1. Skip to content
  2. Skip to main menu
  3. Skip to more DW sites

Fairness for the Döner

Panagiotis Kouparanis (kjb)September 21, 2006

Stories of rancid meat in the past few weeks have given the Döner, Germany's favorite fast food, a bad name. With the motto "fairness for the Döner" producers are doing their best to restore their image.

https://p.dw.com/p/99CG
A döner is pictured -- a Turkish sandwich made with lamb meat, vegetables and tzatziki.
The Döner industry brings in about two billion euros each yearImage: picture-alliance/dpa

Despite the recent rotten meat scandal, Chancellor Angela Merkel said last week that she will enjoy an occasional ner, the Turkish lamb sandwich that can be found at fast-food stands on practically every corner in German cities.

Many other fans of the Turkish delicacy are back to doing the same.

Although Döner consumption had dropped by as much as 50 percent in some places in Germany following the meat scandal, revenue has nearly boomeranged back to where it was before, said Remzi Kaplan from the Association of Turkish Döner Producers in Europe.

Intensive quality assurance process

Remzi Kaplan dances a Turkish dance with his daughter at a celebration in his Berlin restaurant
Remzi Kaplan and his daughter shook their hips at a party in his Berlin restaurantImage: AP

"We have sufficient monitoring," said Kaplan, whose Döner business has annually received awards for quality since 2004m, at a Berlin press conference under the motto "Fairness for the Döner."

"Anyone can come to our company anytime and see how the Döners are produced," he added.

With regular microbiological trend analyses, germ and odor checks and temperature measurements, Döner producers are bound to the hygiene and health standards set by the European Union.

Tests are conducted throughout the entire process, from the arrival of the raw meat to the production and delivery of the Döner skewer. Each skewer is also marked with a unique serial number so that it can be traced back from the retailer to the producer, if necessary.

"Warehouses are weakest link"

An employee of a Döner stand shaves meat off a skewer while preparing the sandwich
A Döner is usually made with lamb, though other varieties are availableImage: AP

During the recent series of police checks, some rancid meat was discovered at Döner stands, but Cedar Coskun, a quality assurance advisory for the Döner industry, said the producers of the giant lamb skewers were not to blame.

"As far as rotten meat is concerned, the weakest link in the chain is the mass warehouses," Coskun said. "They're the ones that store tons of meat over several years."

Even if the recent affair is not exclusively a Döner scandal, the industry isn't totally off the hook.

Of the 12,000 Döner stands in Germany, around 1,000 sell their wares at dumping prices. To offer a Döner for 79 or 99 euro cents ($1 to $1.20), quality has to suffer, said Kaplan, Berlin's largest Döner producer.

Minimum price proposed

Kaplan's co-worker Sir Atesever has advocated a minimum price of three euros per Döner as a means of insuring quality ingredients.

Mehmet Cam, deputy chairman of the Society of Turkish Producers in Europe, said he supports banning from the business altogether producers that infringe on quality standards.

"The names of those food establishments that don't follow the regulations -- not only in the Döner branch but in general -- should be made public," Cam said. "It should be very strict."

As a consequence of the meat scandal, the German ministry of economics is currently preparing a law that would prohibit the sale of food products under the acquisition price.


YOUR INSTRUCTIONS:
Could you say how many lines in the records include "negro"? Please give the number by itself.

[Stored items]
+++
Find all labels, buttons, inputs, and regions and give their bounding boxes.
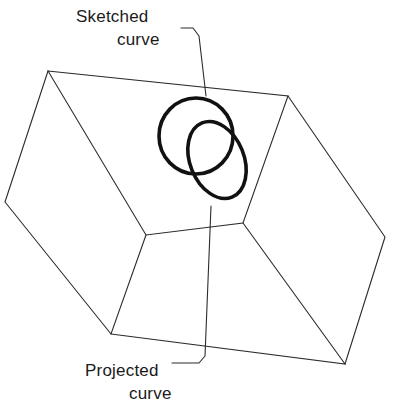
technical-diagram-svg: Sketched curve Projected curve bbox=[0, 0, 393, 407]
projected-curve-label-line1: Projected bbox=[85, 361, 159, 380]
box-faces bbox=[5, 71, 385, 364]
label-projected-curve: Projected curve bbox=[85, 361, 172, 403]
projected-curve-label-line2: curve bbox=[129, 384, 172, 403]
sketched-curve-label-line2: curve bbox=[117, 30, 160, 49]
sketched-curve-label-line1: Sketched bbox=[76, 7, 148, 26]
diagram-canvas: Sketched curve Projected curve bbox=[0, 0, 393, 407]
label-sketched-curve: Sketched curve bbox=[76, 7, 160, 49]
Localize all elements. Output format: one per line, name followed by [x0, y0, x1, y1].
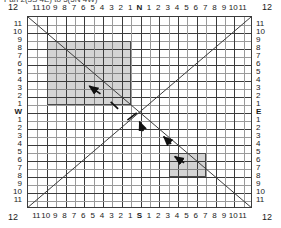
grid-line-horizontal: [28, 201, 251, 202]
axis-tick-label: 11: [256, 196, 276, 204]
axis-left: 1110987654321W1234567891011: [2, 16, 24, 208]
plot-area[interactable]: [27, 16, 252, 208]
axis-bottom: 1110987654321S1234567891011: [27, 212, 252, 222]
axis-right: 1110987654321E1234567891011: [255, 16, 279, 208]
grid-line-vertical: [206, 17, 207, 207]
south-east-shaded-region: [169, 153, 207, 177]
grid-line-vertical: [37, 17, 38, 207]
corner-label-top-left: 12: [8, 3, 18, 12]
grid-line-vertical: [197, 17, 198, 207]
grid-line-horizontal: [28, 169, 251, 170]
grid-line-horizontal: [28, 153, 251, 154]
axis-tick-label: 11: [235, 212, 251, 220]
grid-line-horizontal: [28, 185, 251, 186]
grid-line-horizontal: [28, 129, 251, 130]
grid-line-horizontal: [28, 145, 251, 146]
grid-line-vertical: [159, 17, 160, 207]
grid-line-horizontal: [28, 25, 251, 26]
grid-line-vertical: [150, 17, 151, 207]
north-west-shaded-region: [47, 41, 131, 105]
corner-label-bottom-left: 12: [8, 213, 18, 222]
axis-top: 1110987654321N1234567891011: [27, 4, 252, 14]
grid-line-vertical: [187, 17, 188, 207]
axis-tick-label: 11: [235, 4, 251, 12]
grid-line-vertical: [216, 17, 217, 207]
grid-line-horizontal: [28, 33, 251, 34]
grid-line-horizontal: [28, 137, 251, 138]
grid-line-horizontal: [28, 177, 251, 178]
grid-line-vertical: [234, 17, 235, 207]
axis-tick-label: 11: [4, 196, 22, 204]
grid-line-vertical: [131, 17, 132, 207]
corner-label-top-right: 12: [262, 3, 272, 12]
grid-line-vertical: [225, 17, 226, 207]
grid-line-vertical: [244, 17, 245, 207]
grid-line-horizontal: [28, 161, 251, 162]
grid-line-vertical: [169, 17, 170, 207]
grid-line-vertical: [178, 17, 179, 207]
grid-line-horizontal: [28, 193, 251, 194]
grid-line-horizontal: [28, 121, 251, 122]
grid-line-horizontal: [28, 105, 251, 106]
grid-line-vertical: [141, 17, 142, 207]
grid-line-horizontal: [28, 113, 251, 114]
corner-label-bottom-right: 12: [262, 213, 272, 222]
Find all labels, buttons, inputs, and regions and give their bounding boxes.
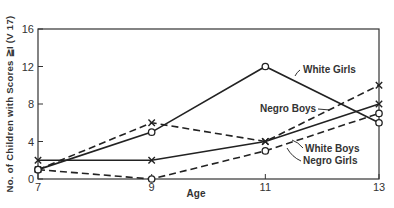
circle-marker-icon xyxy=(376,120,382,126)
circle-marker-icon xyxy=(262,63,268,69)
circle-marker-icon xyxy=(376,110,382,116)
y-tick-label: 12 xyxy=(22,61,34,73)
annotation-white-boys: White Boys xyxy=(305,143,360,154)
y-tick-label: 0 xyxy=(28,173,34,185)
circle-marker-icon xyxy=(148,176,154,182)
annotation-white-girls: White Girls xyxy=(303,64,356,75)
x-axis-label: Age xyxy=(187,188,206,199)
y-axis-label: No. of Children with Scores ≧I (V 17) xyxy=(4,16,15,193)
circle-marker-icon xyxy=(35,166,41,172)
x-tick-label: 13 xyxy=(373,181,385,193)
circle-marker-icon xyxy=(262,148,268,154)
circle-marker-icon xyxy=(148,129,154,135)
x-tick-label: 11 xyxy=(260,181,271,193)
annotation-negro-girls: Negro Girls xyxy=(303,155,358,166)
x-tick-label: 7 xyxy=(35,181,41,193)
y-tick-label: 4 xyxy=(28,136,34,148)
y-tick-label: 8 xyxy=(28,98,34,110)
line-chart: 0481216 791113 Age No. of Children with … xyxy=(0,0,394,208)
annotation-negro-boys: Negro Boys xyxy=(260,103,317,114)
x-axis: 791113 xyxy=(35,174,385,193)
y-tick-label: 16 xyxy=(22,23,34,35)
+++
ANSWER BOX:
2